First the good news: 30 minutes ago I received my first e-mail contact from an actual literary agent. I have to tell you, this is an agent that’s been on my short list of ideal agents for several years. Some names have dropped off the list and new ones have been added over the years, but this agent is one that I can remember being on my dream list since I made the decision to pursue my writing dreams.
For those of you who may not be writers, I should tell you that, second only to being accepted for publication, the thing aspiring writers dream of most is getting “the call” (or e-mail) from a literary agent. That dream isn’t one that comes to fruition for many. It takes years of hard work and to have in hand a highly polished and brilliantly written story. That’s just the beginning, though. As you send your manuscript out to the agent you’ve so carefully chosen, the one person who, among all other agents in the natural world, you have chosen to pin all of your hopes and dreams on, you become a pawn to the forces in the universe. Did you put enough postage on the envelope? Address it properly? If your manuscript does manage to survive the trials of the USPS, or email, did it arrive during the submission period? Does the first reader like it? Does the agent even like it? If they do like it, is your manuscript so unique and timely that they want to represent it or have they just signed four other authors with similar manuscripts? So many factors conspire against an aspiring writer receiving that contact from a literary agent that it often seems an impossibility that such a small thing as a call or e-mail will ever happen. Many writers give up, frustrated with the odds of ever succeeding.
I’ve never given up, though. I haven’t always written as regularly as I should, I have too many projects which aren’t yet polished and ready for submission. But I also knew that I wouldn’t ever give up and that it would happen for me (yeah, I have confidence in my writing, hell yeah, I do!). And, after all these years, I have an e-mail in my inbox from an agent. One of the agents on my weathered, dog-eared list of dream agents. It was an amazing feeling to open my e-mail and see that name, so familiar, waiting for me. (You writers out there know what I am talking about!)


### WHAT THE TASK ASKS
Once the images are set aside, write out the rest of the records exactly.
----
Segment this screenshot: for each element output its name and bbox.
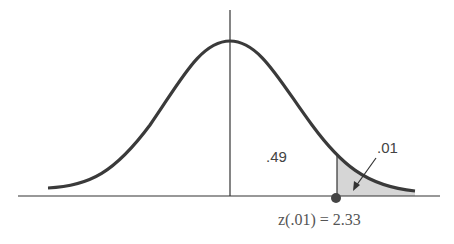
tail-area-label: .01 [377, 139, 398, 156]
normal-distribution-diagram: .49 .01 z(.01) = 2.33 [0, 0, 454, 244]
critical-value-label: z(.01) = 2.33 [278, 211, 361, 229]
normal-curve [48, 41, 415, 191]
critical-point [331, 193, 341, 203]
center-area-label: .49 [266, 148, 287, 165]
----
### EXERCISE OUTPUT
Segment this screenshot: for each element output its name and bbox.
tail-area-label: .01 [377, 139, 398, 156]
normal-distribution-diagram: .49 .01 z(.01) = 2.33 [0, 0, 454, 244]
critical-value-label: z(.01) = 2.33 [278, 211, 361, 229]
normal-curve [48, 41, 415, 191]
critical-point [331, 193, 341, 203]
center-area-label: .49 [266, 148, 287, 165]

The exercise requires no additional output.